BY TROY MASTERS | Alabama’s notorious Supreme Court Chief Justice, Roy Moore, has crawled back from the grave of the same sex marriage debate and ordered the state’s probate judges to cease issuance of marriage licenses to same-sex couples, a late-game but defiant move against a Supreme Court of the United States’ ruling that legalized same-sex unions and enshrined it as a constitutional right.
Mobile County immediately stopped issuing marriage licenses altogether, a move clearly animated by antigay animus and which has become common practice in several Southeastern U.S. counties. Notices posted in Mobile said that the county was “not issuing marriage licenses to any applicants until further notice.”
Moore, a devoutly religious conservative Republican, has been relentless in his attempts to prevent same-sex marriages in Alabama and has several times issued similar orders. Prior to the June 2015 SCOTUS ruling a U.S. District Court had found the state’s ban on same-sex marriage unconstitutional. The Eleventh Circuit Court of Appeals and the U.S. Supreme Court had declined state requests for a stay and ordered Alabama to issue licenses to same-sex couples. Some probate courts began issuance but Moore ordered them to stop, maintaining his authority trumped federal court orders.
He maintained this posture even after June’s definitive SCOTUS ruling declared that same-sex marriage is protected by the Fourteenth Amendment and requires states to issue licenses to people of the same sex and to recognize marriages performed in other states between two people of the same sex.
Moore now argues, in part, that probate judges should not issue marriage licenses to same-sex couples until a case that is before his court on the matter has been resolved. He said this has prompted “confusion and uncertainty” among Alabama probate judges about how to apply the SCOTUS ruling on same-sex marriages.
He describes Alabama as a state struggling with how to interpret the law: “Many probate judges are issuing marriage licenses to same-sex couples in accordance with Obergefell; others are issuing marriage licenses only to couples of the opposite gender or have ceased issuing all marriage licenses. This disparity affects the administration of justice in this state.”
The order has provoked a range of reaction. Some called for Judge Moore’s retirement while many just rolled their eyes.
“Moore is violating his oath to respect and comply with the law. This is Judicial Activism at it’s worst,” said Keith Ingram, Community Organizer for Equality Wiregrass, an LGBT advocacy group in Southeastern Alabama. Equality Wiregrass and other organizations throughout the state have called for action.
Alabama’s Attorney General, Luther Strange, who opposes same-sex marriage, has acknowledged that without a constitutional amendment banning same-sex marriages the ruling by the United States Supreme Court’s decision stands.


= BRIEF =
Set down each line of the material that follows exactly, and leave its pictures out.

- - - -

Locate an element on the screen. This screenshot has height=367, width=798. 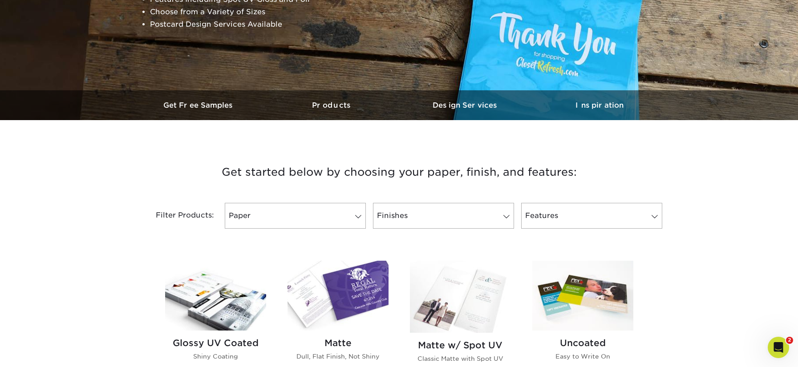
h2: Glossy UV Coated is located at coordinates (215, 343).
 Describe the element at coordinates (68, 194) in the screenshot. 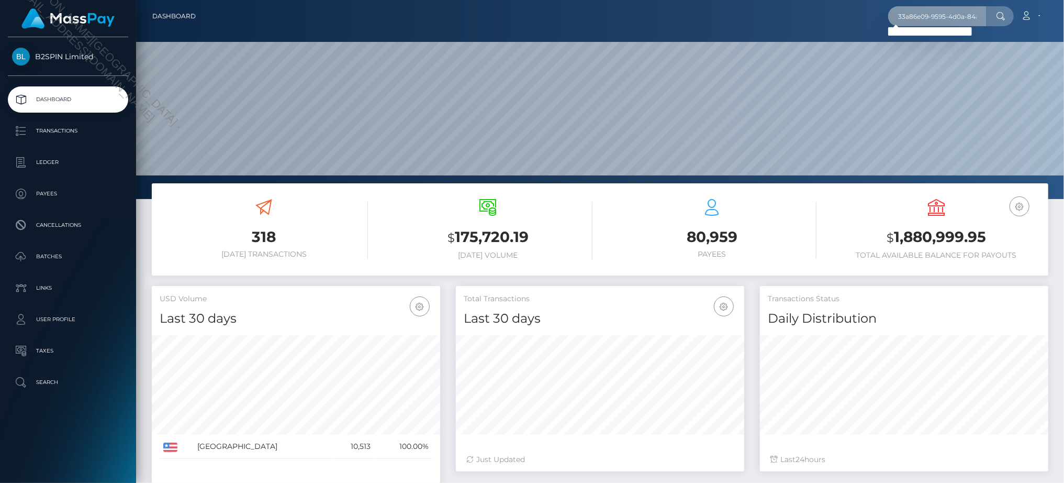

I see `p: Payees` at that location.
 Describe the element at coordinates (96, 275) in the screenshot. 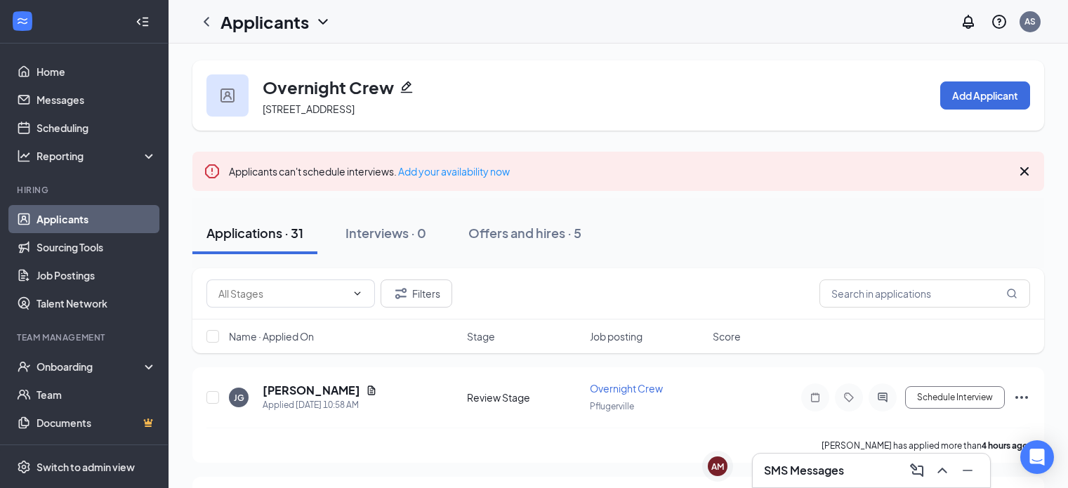

I see `a: Job Postings` at that location.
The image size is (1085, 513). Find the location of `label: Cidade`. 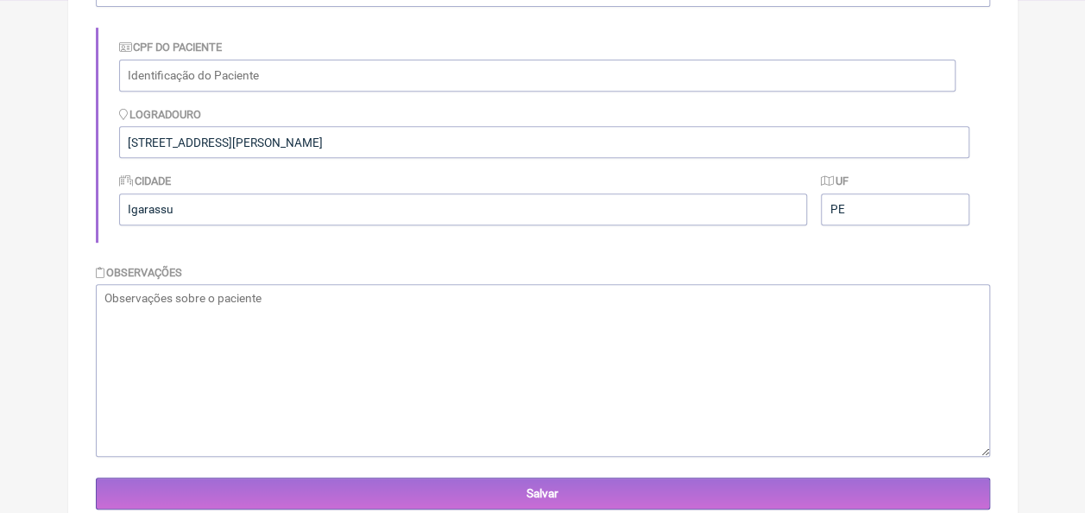

label: Cidade is located at coordinates (145, 180).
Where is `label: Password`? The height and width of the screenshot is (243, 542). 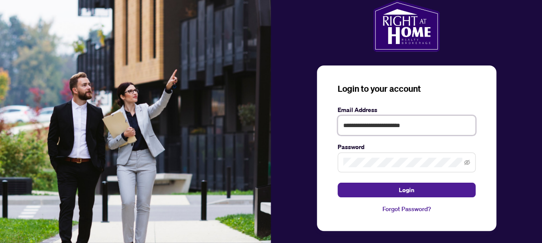
label: Password is located at coordinates (406, 147).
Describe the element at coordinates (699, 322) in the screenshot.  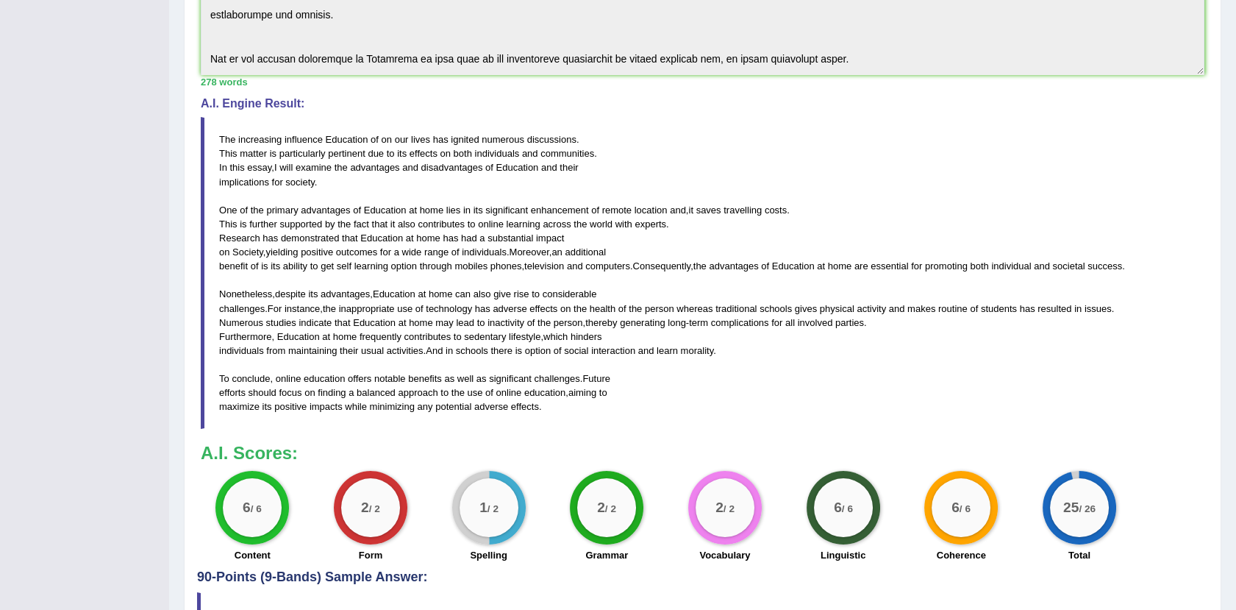
I see `span: term` at that location.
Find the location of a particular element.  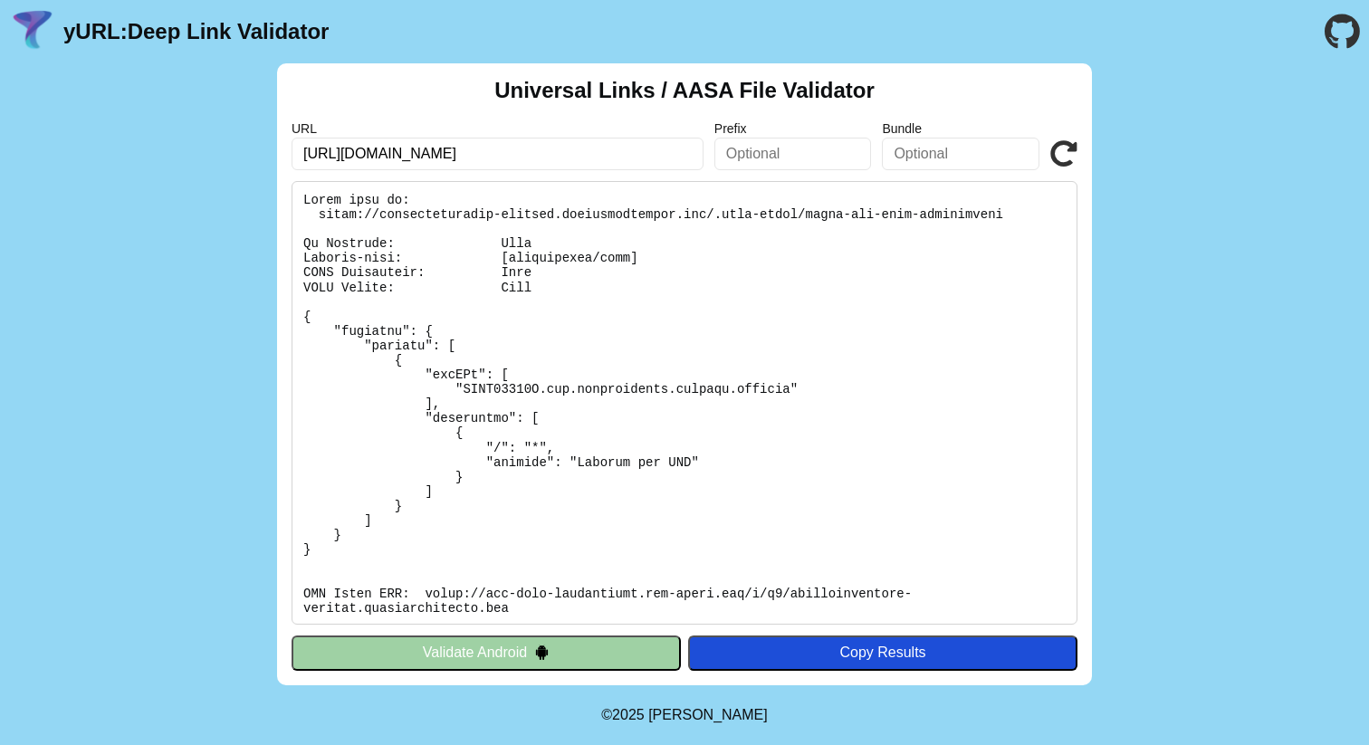

img: yURL Logo is located at coordinates (33, 32).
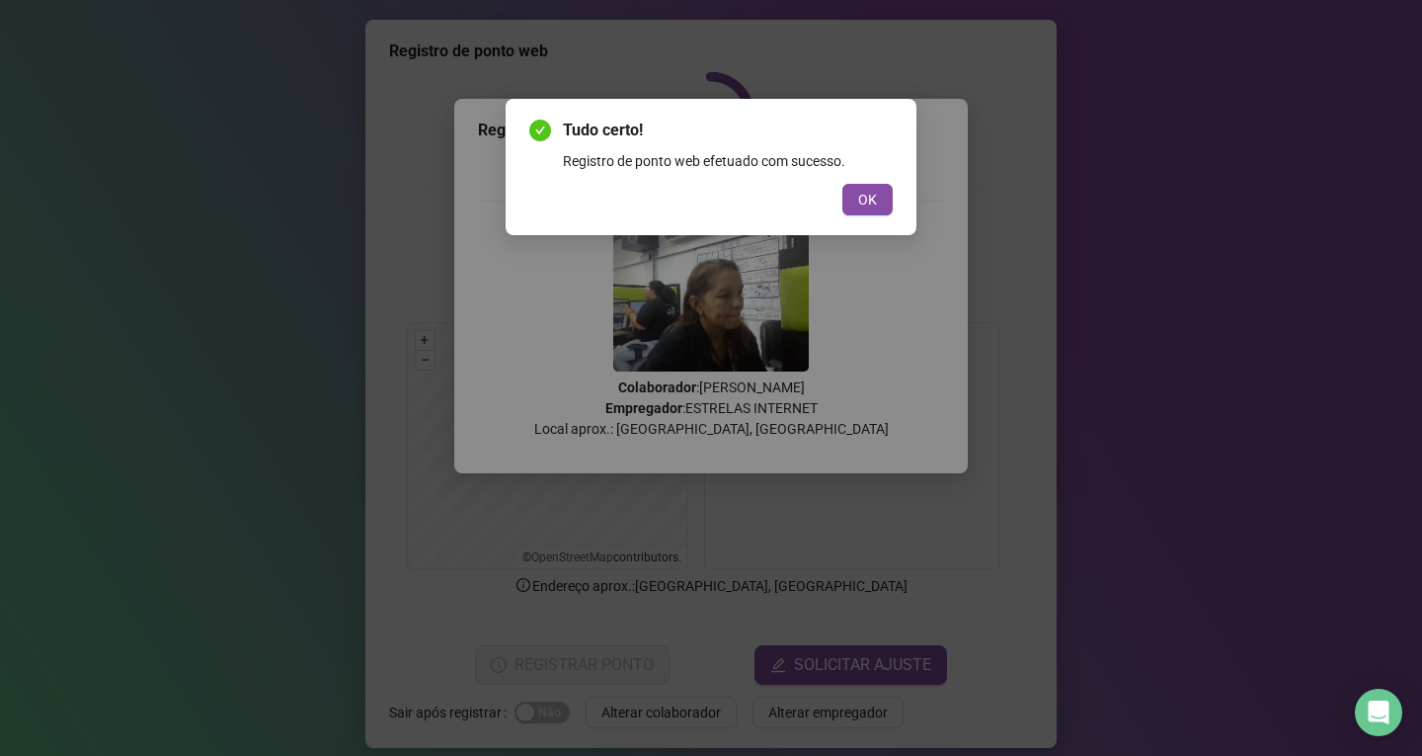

- - - -

= FINISHED EXERCISE =
Locate an element on the screen. This screenshot has height=367, width=798. 
h2: Glossy UV Coated is located at coordinates (215, 343).
 Describe the element at coordinates (68, 194) in the screenshot. 

I see `p: Payees` at that location.
 Describe the element at coordinates (96, 275) in the screenshot. 

I see `a: Job Postings` at that location.
The image size is (1085, 513). Find the location of `label: Cidade`. 

label: Cidade is located at coordinates (145, 180).
Where is `label: Password`? The height and width of the screenshot is (243, 542). 
label: Password is located at coordinates (406, 147).
Describe the element at coordinates (699, 322) in the screenshot.  
I see `span: term` at that location.
Find the location of a particular element.  

img: yURL Logo is located at coordinates (33, 32).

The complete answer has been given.